*Source data*.
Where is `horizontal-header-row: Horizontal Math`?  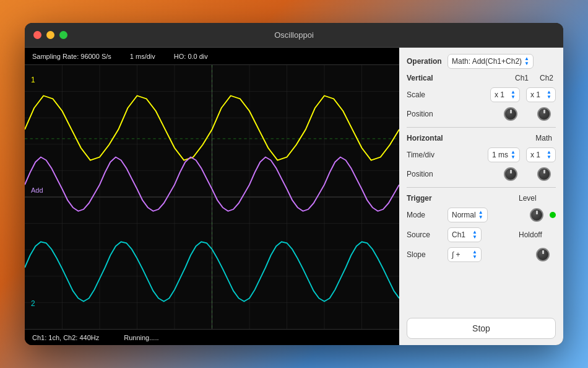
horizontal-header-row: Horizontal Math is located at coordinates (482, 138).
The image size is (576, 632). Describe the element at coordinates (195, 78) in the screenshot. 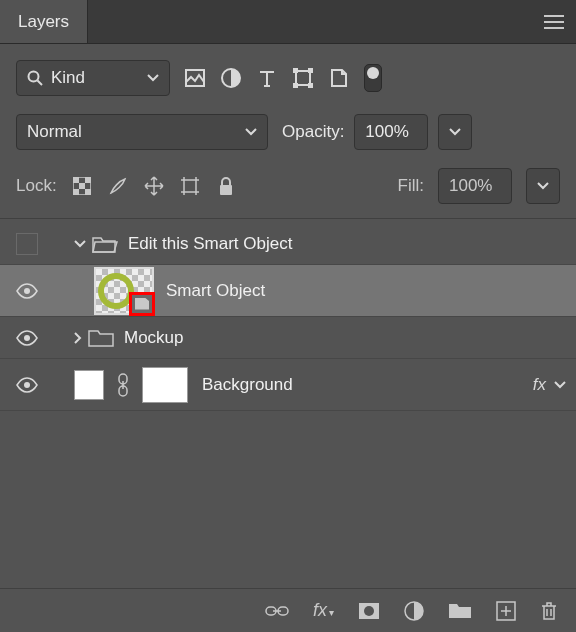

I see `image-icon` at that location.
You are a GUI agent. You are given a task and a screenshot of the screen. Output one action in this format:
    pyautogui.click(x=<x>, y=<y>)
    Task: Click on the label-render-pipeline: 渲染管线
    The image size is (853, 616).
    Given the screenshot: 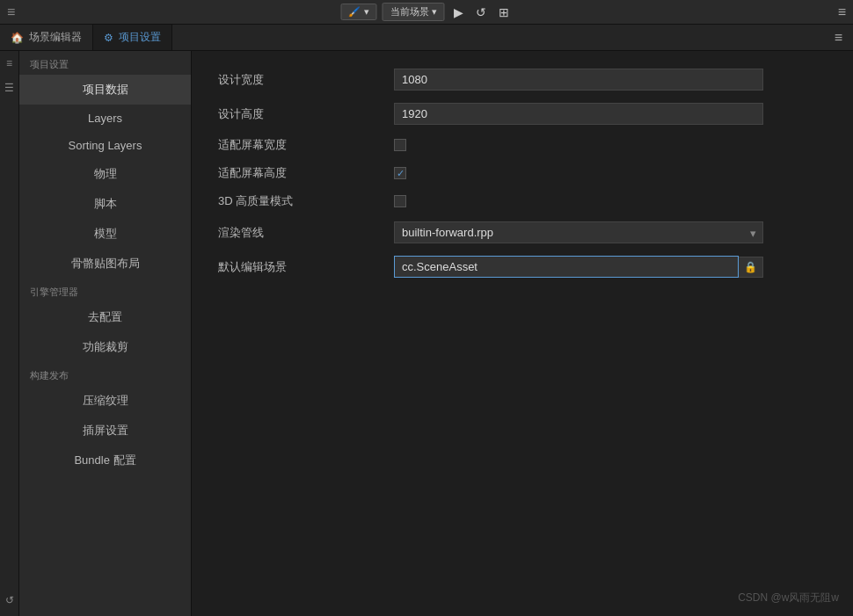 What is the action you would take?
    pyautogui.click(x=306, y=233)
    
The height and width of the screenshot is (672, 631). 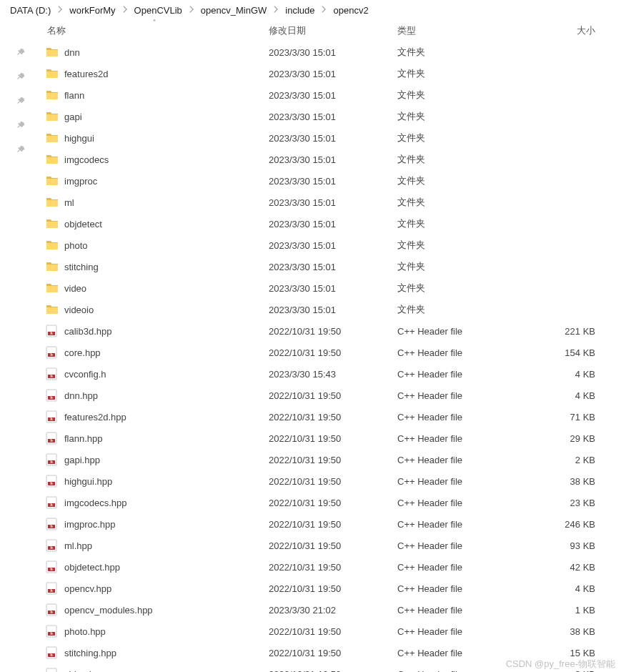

*What this task involves*.
All that is needed is an exact copy of the lines from the top of the entries through the line containing "You are a GUI", pictures left out.

*Answer below*.
Where is `horizontal-header-row: Horizontal Math`?  
horizontal-header-row: Horizontal Math is located at coordinates (482, 138).
The image size is (576, 632). Describe the element at coordinates (195, 78) in the screenshot. 

I see `image-icon` at that location.
You are a GUI agent. You are given a task and a screenshot of the screen. Output one action in this format:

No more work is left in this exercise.